Per BVV2 Art. 55 lit. e (applied analogously to Pillar 3a), Pillar 3a portfolios may hold a maximum of 30% in foreign currencies without currency hedging. Important nuance: this limit is typically applied at the foundation level, not per individual customer. VIAC, for example, allows up to 60% foreign currency exposure per portfolio, while others are stricter. In practice: a 100% unhedged MSCI World (~97% foreign currency) isn't available as a sole 3a strategy at most providers.
Yes, in most cases. When your expenses are in CHF and your investment horizon shrinks to 10-15 years, currency risk increasingly dominates. Hedging reduces the probability that a 2015-style Frankenschock just before or during retirement drastically reduces your wealth. See also our article on the pension fund decision.
Yes. A 50/50 mix of hedged and unhedged positions is a reasonable default strategy for investors who can't decide. You take half the hedge costs, but also only half the currency risk. Over very long horizons and for most Swiss investors, that's a good compromise.
The most important: iShares MSCI World CHF Hedged UCITS ETF (Acc) — Ticker IWDC, ISIN IE00B8BVCK12, TER 0.55%, plus the newer UBS Core MSCI World UCITS ETF hCHF acc — Ticker WORLD, ISIN IE000N6LBS91, TER 0.09% (launched March 2024). Plus variants from Swisscanto and SPDR. Note: TER doesn't show the real hedge costs (rate differential). Better to compare the performance difference vs. the unhedged counterpart.
Very important. For bonds, currency movement is often larger than the coupon yield. A 5% USD bond that experiences 10% USD weakness delivers -5%. For bond ETFs for Swiss investors, hedged is practically always the right choice. For equities it's a trade-off — for bonds it's clear.
Summarising what the data show:
"Over the long term, hedging doesn't wash out in Switzerland — it delivers slightly better risk-adjusted returns, significantly lower drawdowns in CHF shock moments, and more continuous compounding. But: none of these properties is free."

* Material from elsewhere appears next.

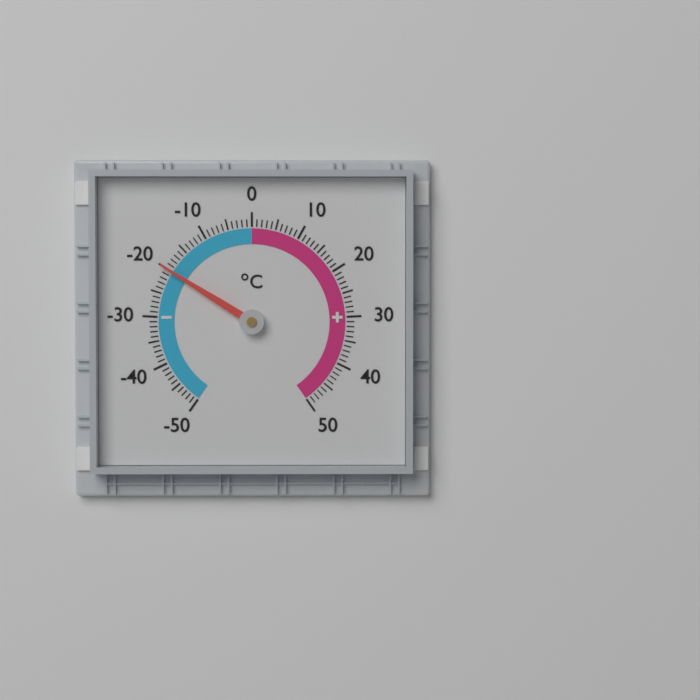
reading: -20 °C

The standard answer "for long horizons, don't hedge" is too simplified for Swiss investors. The data show: over 25 years, hedged won even with a long horizon — because of structural CHF strength and safe-haven properties.

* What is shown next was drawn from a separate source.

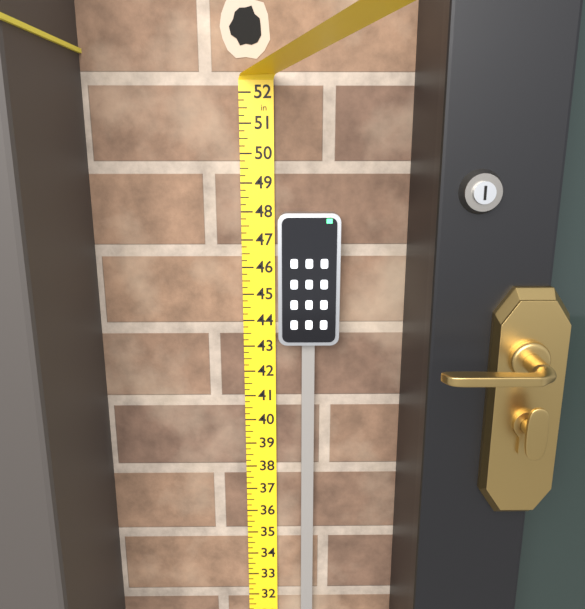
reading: 48.00 in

Our recommendation — simplified:
One last thought: this isn't the article where we give you the answer. Hedging is a risk management decision, not a return optimisation decision. The right answer depends on your specific situation — your age, investment horizon, emotional tolerance, planned CHF expenses.
But: now you have the data, the math, and the Swiss reality to make the decision informed. That's more than most Swiss finance blogs deliver.